SELF-INSTRUCT#

Note

We introduce SELF-INSTRUCT, a semi-automated process for instruction-tuning a pretrained LM using instructional signals from the model itself. The overall process is an iterative bootstrapping algorithm, which starts off with a limited (e.g., 175 in our study) seed set of manually-written tasks that are used to guide the overall generation.

  • In the first phase, the model is prompted to generate instructions for new tasks. This step leverages the existing collection of instructions to create more broad-coverage instructions that define (often new) tasks.

  • Given the newly-generated set of instructions, the framework also creates input-output instances for them, which can be later used for supervising the instruction tuning.

  • Finally, various heuristics are used to automatically filter low-quality or repeated instructions, before adding the remaining valid tasks to the task pool.

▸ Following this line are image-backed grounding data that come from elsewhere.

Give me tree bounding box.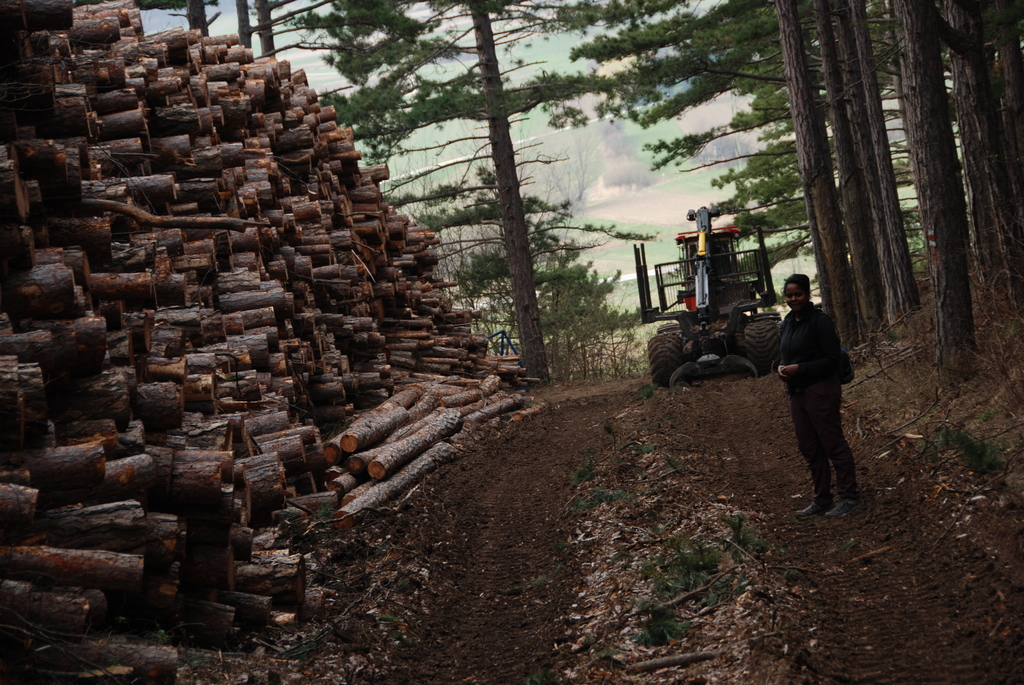
locate(377, 32, 635, 398).
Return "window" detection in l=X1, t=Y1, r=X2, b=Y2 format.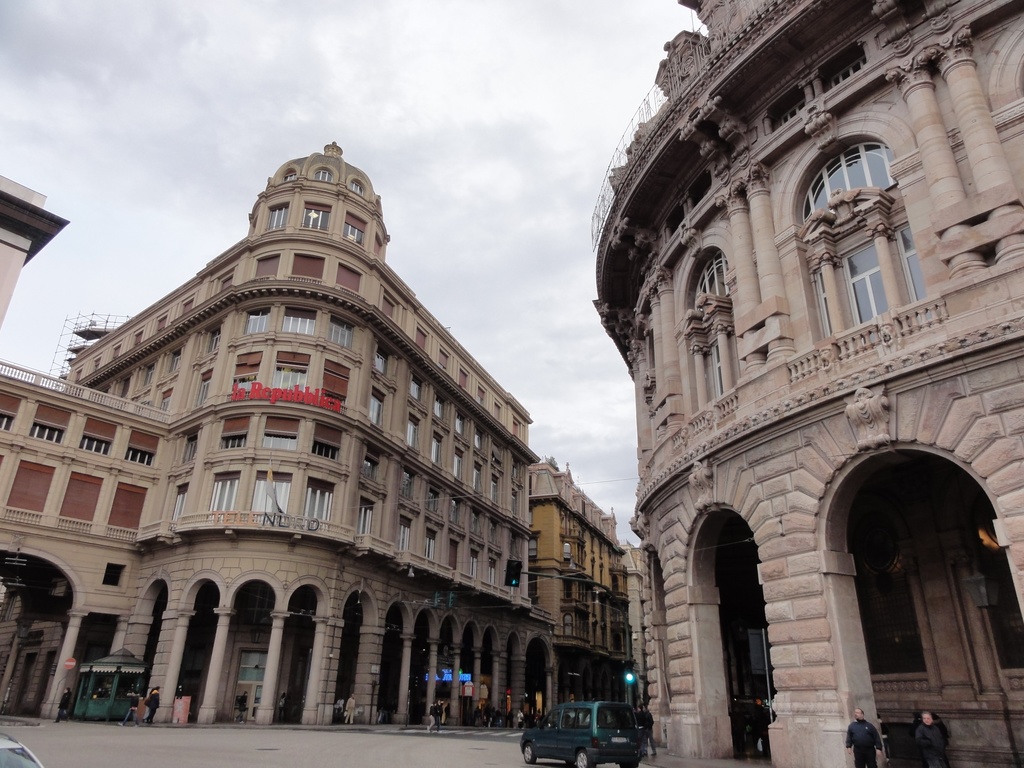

This process can be repeated for many iterations until reaching a large number of tasks.

../_images/self-instruct1.png

Instruction Generation#

../_images/self-instruct2.png

Classification Task Identification#

Because we need two different approaches for classification and non-classification tasks, we next identify whether the generated instruction represents a classification task or not in a few-shot way.

Instance Generation#

Given the instructions and their task type, we generate instances for each instruction independently.

A natural way to do this is the Input-first Approach, where we can ask an LM to come up with the input fields first based on the instruction, and then produce the corresponding output.

However, we found that this approach can generate inputs biased toward one label, especially for classification tasks. Therefore, we additionally propose an Output-first Approach for classification tasks, where we first generate the possible class labels, and then condition the input generation on each class label.

Filtering and Postprocessing#

To encourage diversity, a new instruction is added to the task pool only when its ROUGE-L similarity with any existing instruction is less than 0.7.

Tip

ROUGE-L focuses on measuring the longest common subsequence (LCS) between the two texts. ROUGE-L combines two scores to produce a final similarity score:

  1. Precision = LCS_length / Candidate_length

  2. Recall = LCS_length / Reference_length

  3. The final ROUGE-L score, balancing precision and recall through F1-Score.

Finetuning the LM to Follow Instructions#

After creating large-scale instruction data, we use it to finetune the original LM (i.e., SELF-INSTRUCT, total 52K instructions and 82K instances).

Tip

We concatenate the instruction and instance input as a prompt and train the model to generate the instance output in a standard supervised way. To make the model robust to different formats, we use multiple templates to encode the instruction and instance input together. For example, the instruction can be prefixed with “Task:” or not, the input can be prefixed with “Input:” or not, “Output:” can be appended at the end of the prompt or not, and different numbers of break lines can be put in the middle, etc.